Gentz not only violated his “don’t name names” policy, but he also
weaves blatant deceptions into the narrative. In his letter, Gentz writes, “this proposal [the direct purchase
petition by Donoghue, Mageau et al.] added
a $200,000 commitment of town funds and failed to acknowledge, as the Town
Council and Land Trust did, that the Y land property had buildings that need to
be demolished for an estimated cost of $48,000. Their petition had taxpayers
assuming nearly double the price that a partnership with the CLT would have
cost taxpayers.”
Comparing apples and oranges
In fact, Gentz’s own motion – to buy the dubious
conservation easement – called for an expenditure of $398,000 in town funds,
plus another $206,000 from the state to allow the Charlestown Land Trust to buy
the property from the Westerly YMCA – for $600,000! And this would have been
done without a vote by taxpayers.
The Donoghue petition called for a taxpayer referendum to authorize up to $600,000 for the
town to actually take ownership of the land to use for active recreation.
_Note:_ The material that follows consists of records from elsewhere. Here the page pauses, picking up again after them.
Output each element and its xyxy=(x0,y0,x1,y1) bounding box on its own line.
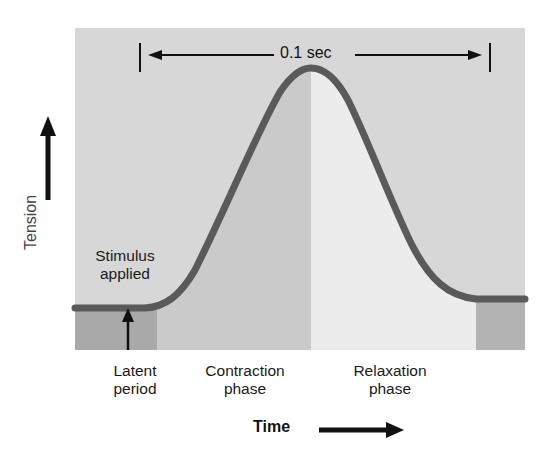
duration-label: 0.1 sec xyxy=(280,44,332,62)
phase-label-contraction-line-1: Contraction xyxy=(180,362,310,380)
time-right-arrow-icon xyxy=(319,422,404,438)
twitch-myogram-figure: 0.1 sec Tension Stimulus applied Latent … xyxy=(0,0,550,455)
phase-label-contraction: Contraction phase xyxy=(180,362,310,398)
y-axis-label: Tension xyxy=(22,195,40,250)
phase-label-relaxation: Relaxation phase xyxy=(325,362,455,398)
tension-up-arrow-icon xyxy=(40,116,56,200)
phase-label-contraction-line-2: phase xyxy=(180,380,310,398)
end-baseline-box xyxy=(476,300,525,350)
phase-label-relaxation-line-1: Relaxation xyxy=(325,362,455,380)
stimulus-label-line-2: applied xyxy=(80,265,170,283)
phase-label-relaxation-line-2: phase xyxy=(325,380,455,398)
latent-period-box xyxy=(75,310,157,350)
stimulus-label: Stimulus applied xyxy=(80,247,170,283)
phase-label-latent-line-1: Latent xyxy=(100,362,170,380)
x-axis-label: Time xyxy=(253,418,290,436)
stimulus-label-line-1: Stimulus xyxy=(80,247,170,265)
phase-label-latent: Latent period xyxy=(100,362,170,398)
phase-label-latent-line-2: period xyxy=(100,380,170,398)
Further, under the Donoghue petition plan for active recreational use, all those
rundown buildings might not even have to be torn down, but might have been fixable
for reuse.
Gentz also misrepresents the Charlestown Land Trust's ridiculous $48,000 pie-in-the-sky estimate for
demolition. As Forrester Safford, a construction professional and former Town
Council member, told Gentz at the Town Council meeting, it will take more
than $48,000 just to remove the chain link fence that surrounds the campground.
Expensive demolition and cleanup would have been a necessary part of converting the abandoned camp into open space for passive recreation – the proposal Gentz championed. But the proposal to use the camp for active recreation would present an entirely different way of dealing with all the stuff the YMCA has left behind on the site. While I favored neither proposal, I thought that if we had to use taxpayer money on Y-Gate, we should at least OWN the land.
Expensive demolition and cleanup would have been a necessary part of converting the abandoned camp into open space for passive recreation – the proposal Gentz championed. But the proposal to use the camp for active recreation would present an entirely different way of dealing with all the stuff the YMCA has left behind on the site. While I favored neither proposal, I thought that if we had to use taxpayer money on Y-Gate, we should at least OWN the land.
Gentz’s proposal guaranteed taxpayers – state and town – would pay
$600,000 and only get a dubious conservation easement and uncertain access to
the site for passive recreation.
Tom, if you’re going to name names, make sure to get your facts
straight.
In this one troubling letter, we see our Town Council President
violating every value he claims to hold dear. He tries to defend the
indefensible. He names names. And he flat-out lies. On top of it all, he seems
to think that no one will fact-check his claims or dispute his declarations.
Is the Y-Gate zombie really dead?
You will notice that I have not mentioned the news that the YMCA has decided to sell to another
buyer and that just maybe, Y-Gate is dead. The apparent death of the deal was
in fact the reason Gentz wrote his odd letter to the Sun.
But throughout the months, the Y-Gate deal has died and then re-animated itself
like a zombie so many times that I hesitate to believe it’s truly over. Given town leaders like Tom Gentz who are so determined to make
this deal happen that they will break all the rules, tell any tale, and do any
dirty deed, it ain’t over till it’s over.